The bell trilled as he pushed open the door. The smell of coffee rushed towards him. The man behind the counter, comedy moustache, eyed Nick suspiciously.

‘If it’s nicked, I’m not interested.’

‘No. It was a present. Honest.’ Nick put his rucksack on the counter and unzipped his bag. He rummaged through his Tesco uniform until his hand connected with the chunky Nokia. As Nick began to pull it out of his bag, he remembered the radiance on Mum’s face as she’d watched him unwrap it that morning, her hands raw and red from cleaning, as she served up the breakfast she couldn’t afford to eat herself. Nick dropped the handset as though it had suddenly burned him. Instead, he pulled out the iPhone Richard had given him and tried to ignore the heavy feeling in his heart as he saw the man’s eyes light up, and although he only offered Nick a fraction of what he knew it must have cost, he stuffed the notes into his pocket anyway.

The shouting was audible before Nick had even unlocked the front door.

‘You spent the housekeeping on a fucking phone?’

He hesitated, as though his dad’s anger was pushing him back. He stood on the front doormat, clutching the baby pink carnations he’d bought. Tucked inside his bag was a box of Terry’s All Gold. There was still some cash left he’d give his mum.

‘It’s his birthday. Did you even remember? He deserves something nice.’

‘’Course I remembered. I’m not fucking stupid. Unlike him. Leaving school without any bloody qualifications.’ The kind voice his dad had used when his mum was ill was just a distant memory. He seemed even angrier now she was better than before she got sick. Mum said it was because he’d been so scared she’d die, but that didn’t make sense to Nick at all.

‘He’s not the stupid one,’ Mum screamed.

The sound of the slap reverberated through the house. Nick dropped his bag and the flowers and flew through to the kitchen.

Mum?’

Mum stood, back to him, hands on sink, leaning over the bowl as though she might be sick.
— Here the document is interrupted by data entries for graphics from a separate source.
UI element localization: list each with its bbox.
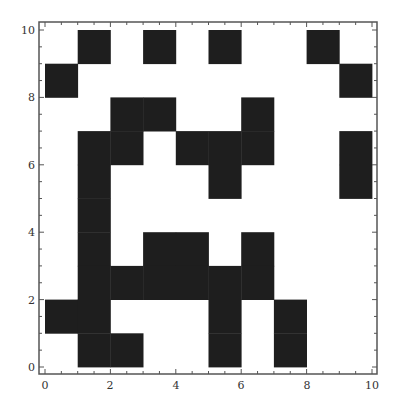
grid-cell [176, 131, 209, 165]
grid-plot: 0 2 4 6 8 10 0 2 4 6 8 10 [0, 0, 401, 409]
grid-cell [45, 64, 78, 98]
grid-cell [78, 165, 111, 199]
grid-cell [45, 300, 78, 334]
grid-cell [143, 232, 176, 266]
grid-cell [176, 232, 209, 266]
grid-cell [241, 97, 274, 131]
grid-cell [78, 300, 111, 334]
filled-cells [45, 30, 372, 367]
grid-cell [241, 266, 274, 300]
x-tick-label: 6 [238, 379, 245, 392]
y-tick-label: 6 [28, 159, 35, 172]
grid-cell [110, 131, 143, 165]
grid-cell [78, 30, 111, 64]
grid-cell [143, 30, 176, 64]
x-tick-label: 8 [304, 379, 311, 392]
grid-cell [78, 333, 111, 367]
x-tick-label: 4 [173, 379, 180, 392]
grid-cell [209, 131, 242, 165]
grid-cell [78, 266, 111, 300]
x-tick-label: 10 [365, 379, 379, 392]
grid-cell [78, 232, 111, 266]
grid-cell [274, 300, 307, 334]
grid-cell [209, 165, 242, 199]
grid-cell [110, 333, 143, 367]
x-tick-label: 2 [107, 379, 114, 392]
grid-cell [209, 30, 242, 64]
grid-cell [209, 300, 242, 334]
y-tick-label: 4 [28, 226, 35, 239]
y-axis-labels: 0 2 4 6 8 10 [21, 24, 35, 374]
y-tick-label: 8 [28, 91, 35, 104]
grid-cell [110, 266, 143, 300]
grid-cell [209, 266, 242, 300]
grid-cell [274, 333, 307, 367]
y-tick-label: 0 [28, 361, 35, 374]
x-tick-label: 0 [42, 379, 49, 392]
y-tick-label: 2 [28, 294, 35, 307]
grid-cell [176, 266, 209, 300]
grid-cell [339, 64, 372, 98]
grid-cell [143, 97, 176, 131]
grid-cell [209, 333, 242, 367]
y-tick-label: 10 [21, 24, 35, 37]
grid-cell [339, 165, 372, 199]
grid-cell [241, 131, 274, 165]
grid-cell [78, 131, 111, 165]
grid-cell [143, 266, 176, 300]
grid-cell [241, 232, 274, 266]
grid-cell [307, 30, 340, 64]
grid-cell [78, 199, 111, 233]
grid-cell [339, 131, 372, 165]
grid-cell [110, 97, 143, 131]
x-axis-labels: 0 2 4 6 8 10 [42, 379, 380, 392]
‘It’s all right, love. You go upstairs.’

‘No.’ Nick’s voice wobbled but he was a man now. He worked full-time, and the days of hiding under his covers, hands pressed over his ears, were over. Never again would he pretend to believe the stories Mum had walked into a cupboard or slipped getting out of the bath. Besides he had one advantage over his dad now. He was taller. Fitter. Faster. He shouldn’t be scared, but Nick felt his knees begin to shake as his dad took a step towards him, hand raised.

His mum cried: ‘Leave him alone’, and spun around, and Nick saw her swollen lip, the blood trickling down her chin.

He knew he had a fraction of a second to decide what to do. To walk away or hit back. There was a buzzing in his ears and his blood felt as though it was on fire as it crackled and steamed through his veins. His dad’s hand connected with his cheek, causing his teeth to slam together, and Nick felt an invisible force pull his fist back and pound it into his dad’s face again and again. His vision tunnelled. He was surrounded by blackness but he didn’t stop. Couldn’t stop. In the background, his mum screamed, bone crunched, and Nick grunted with each and every punch. The anger he felt over every past hurt his father had caused teemed with the anger he felt now. It wasn’t until his dad fell limp and loose, Nick released his grip on the front of his dad’s shirt, and Kevin, for Nick swore then and there he would never call him dad again, crumpled to the floor. Gradually the thrumming in his ears subsided, the black dots in front of his eyes faded away, and as Nick stared with horror at the bruised and bloodied face lying before him, he knew he’d gone too far.